Kevin McClatchy, who for almost a dozen years was the owner and CEO of the Pittsburgh Pirates, has just come out as gay, and says that frequent homophobic language in the world of baseball convinced him to stay in the closet. When he and a team of investors bought the Pirates in 1996, McClatchy, who is now CEO of The McClatchy Company, the newspaper business his family owns, he was the youngest owner in the history of baseball, just 33 years old. Ironically, McClatchy credits a staffer from Rick Santorum’s senate office for introducing him to his partner of four years.

McClatchy seems to have reached out to one of the New York Times’ top op-ed writers, Frank Bruni, who is also gay, to tell his story. In a Sunday Times opinion piece, and a related blog post, Bruni explains that McClatchy, who is still involved in the baseball world, hopes his coming out will “start a dialogue” in baseball, and says “with everybody, there’s a time that feels right,” to come out, “and for me this was a time.”
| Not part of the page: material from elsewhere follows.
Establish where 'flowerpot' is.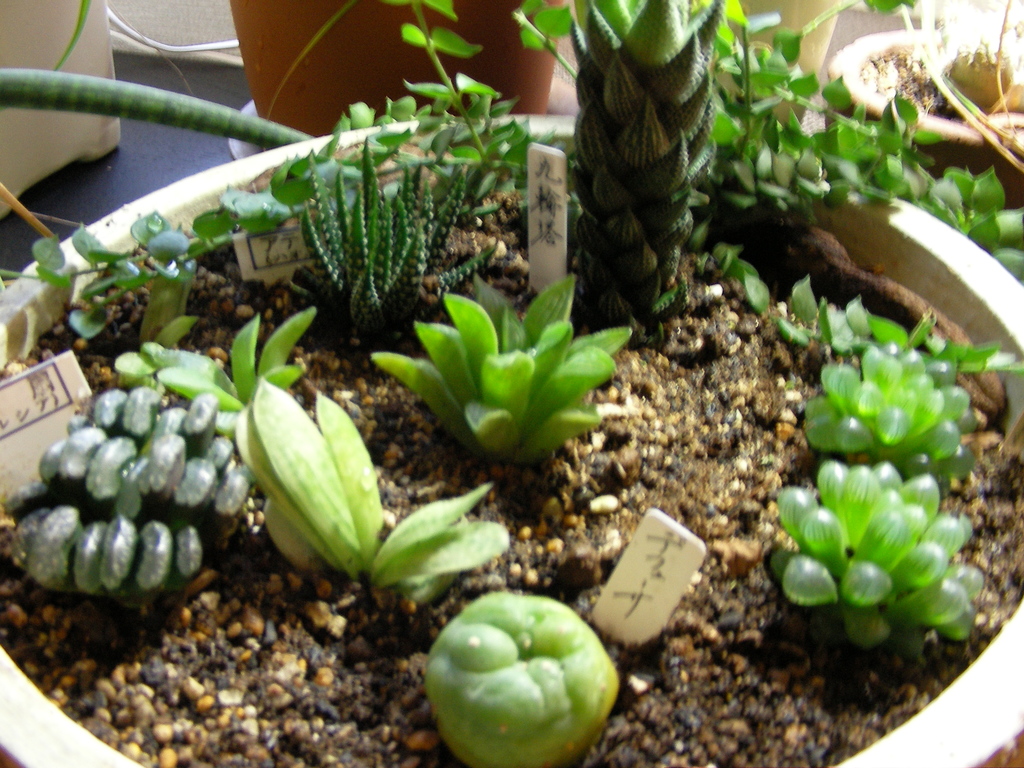
Established at 825, 22, 1023, 207.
My hope is that it’s going to be able to help younger kids that want to get into professional sports and feel there are still great barriers. But I think, more important than that, it needs to create a dialogue about major league sports and sort of the void obviously that exists . . . Things have changed in a positive way, but there’s still a lot more change to go. So I’m speaking up. And I’m sure people will criticize me because I came out later, and I should have come out while I was in baseball and in the thick of it. But you don’t understand what it’s like in somebody’s else’s footsteps. You don’t understand the pressures that they’re facing at that point.

“Way too dangerous” is the reason McClatchy gives for never going to a gay bar in Pittsburgh:

I never went to—I never have been to a gay bar in Pittsburgh. Once, when I was in London, I went to a gay bar, and somebody said they saw me.

Somebody back in Pittsburgh?

I think it was on OutSports.com, on a bulletin board. I typed my name in once, and somebody said, ‘Yeah, I saw him at a gay bar in London.’ I was like: Wow, you really can’t go anywhere.

Sure enough:

Bruni also adds this:

McClatchy said, “I’m sure people will criticize me because I came out later, and I should have come out while I was in baseball and in the thick of it.”

And:

He once did some arithmetic. Over the last four decades, he said: “Tens of thousands of people have played either professional minor league baseball or major league baseball. Not one has come out and said that they’re gay while they’re playing.” Nor has any active player in the principal leagues of football, basketball or hockey, America’s three other major professional sports. That silence is a sobering, crucial reminder that for all the recent progress toward same-sex marriage and all the gay and lesbian characters popping up on television, there remains, in some quarters, a powerful stigma attached to homosexuality.

McClatchy, 49, said that his took a toll. “I think I was more paranoid, for sure, about people,” he said. “And suspicious, definitely. And angry.” His serious romantic relationships with men were few and strained until he left sports, and his partner of the last four years, Jack Basilone, who shares his home here, told me that McClatchy remains guarded, wary.

“He’s like when you go to Pottery Barn and get the floor model — they have some nicks and scrapes,” joked Basilone, 31. For their contentment they have Rick Santorum, the former senator from Pennsylvania, to thank. They were fixed up by someone who worked for Santorum and whom McClatchy first got to know through his professional interactions, when he owned the Pirates, with Santorum’s Senate office.

Finally, it can be said Rick Santorum did something for the LGBT community.